Harris-Perry responded to GOP scorn by issuing on Tuesday, the 24th what (among others) Politico, the Huffington Post, the Los Angeles Times, and one of Rupert Murdoch's right-wing rags, the New York Post, misunderstood as an "apology." In a series, MHP tweeted

I am sorry. Without reservation or qualification. I apologize to the Romney family. I work by guiding principle that those who offend do not have the right to tell those they hurt that they r wrong for hurting. Therefore, while I meant no offense, I want to immediately apologize to the Romney family for hurting them. As black child born into large white Mormon family I feel familiarity w/ Romney family pic & never meant to suggest otherwise. I apologize to all families built on loving transracial adoptions who feel I degraded their lives or choices.

Melissa Harris-Perry must have a great attorney... or is extraordinarily smart.  She checked off everything needed for her remarks to be labeled as an apology- "sorry;" "without reservations;" "I apologize."  But she did not state what she is, without reservations, sorry for.  Presumably, it is for "hurting them" rather than for actually doing (or saying) something inappropriate or unjustified.  The burden is subtly placed on the object of the remarks- they were hurt- rather than on Harris-Perry herself, who "meant no offense." It is akin to the standard line from a defense attorney, in which the latter states "We argue (or maintain)  that John Doe did not commit this offense," never contending that Doe did not do it, only that it's their story and they're sticking to it.

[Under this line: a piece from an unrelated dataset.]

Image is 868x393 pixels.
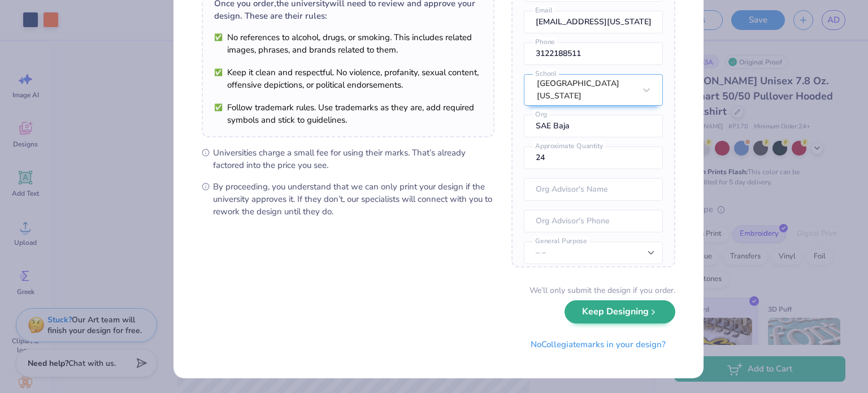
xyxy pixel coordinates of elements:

If a so-called apology includes an inference that the speaker could not possibly have meant any ill intent because he/or she has experienced a similar situation, all the better.  We've all heard it before, most often in the ludicrous notion that individuals using the "n word" could not possibly be doing anything wrong because they themselves are black.  In this case, the MSNBC host noted she was "a black child born into (a) large white Mormon family"- which, it turns out, is true.   Now a Unitarian-Universalist, Harris-Perry has argued for tolerance toward the Church of Jesus Christ of Latter-Day Saints.   And responding on a website for a Mothers Day Special in (it appears) 2012, she wrote

My mother is the fourth of five children born into a working class family at the end of WWII. She is descended from Mormon pioneers who pushed handcarts across the American west. A white woman in a Mormon family, my mom was raised in the racially homogenous enclave of Spokane, Washington and in 1960 went off to college at Brigham Young University. People are typically incredulous when I share this part of my mother’s biography. After all, if they know me as an outspoken, progressive, feminist, black woman, it might be hard to believe that I am the daughter of someone with these beginnings.

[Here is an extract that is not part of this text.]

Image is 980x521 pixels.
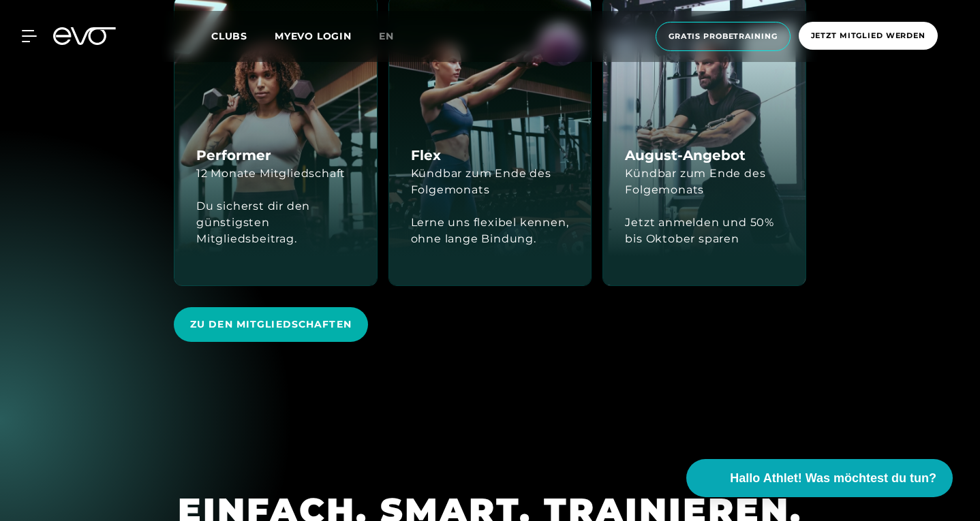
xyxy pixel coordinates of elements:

But my mother, Diana Gray, possesses an unmatched commitment to fairness, an unflagging belief in hard work, and more than a casual relationship with profound personal transformations.

Mom left the Mormon Church after a failed first marriage left her a single mother and sole breadwinner. Mom moved to a city, enrolled in graduate school in sociology, and eventually met and fell in love with my dad, a black man who grew up in Jim Crow Virginia. 

None of this should bear on the criticism of opportunists such as Priebus or Palin. The latter, apparently reveling in her role as a gadfly, less than two months ago had remarked

Our free stuff today is being paid for today by taking money from our children and borrowing from China. When that money comes due and, this isn’t racist, so try it, try it anyway, this isn’t racist, but it’s going to be like slavery when that note is due. Right? We are going to be beholden to a foreign master.

Persons who equate the relationship of the United States to mainland China with slavery ought not be terribly critical about mere bad taste and failed attempt at humor.  Something about glass houses, as they used to say.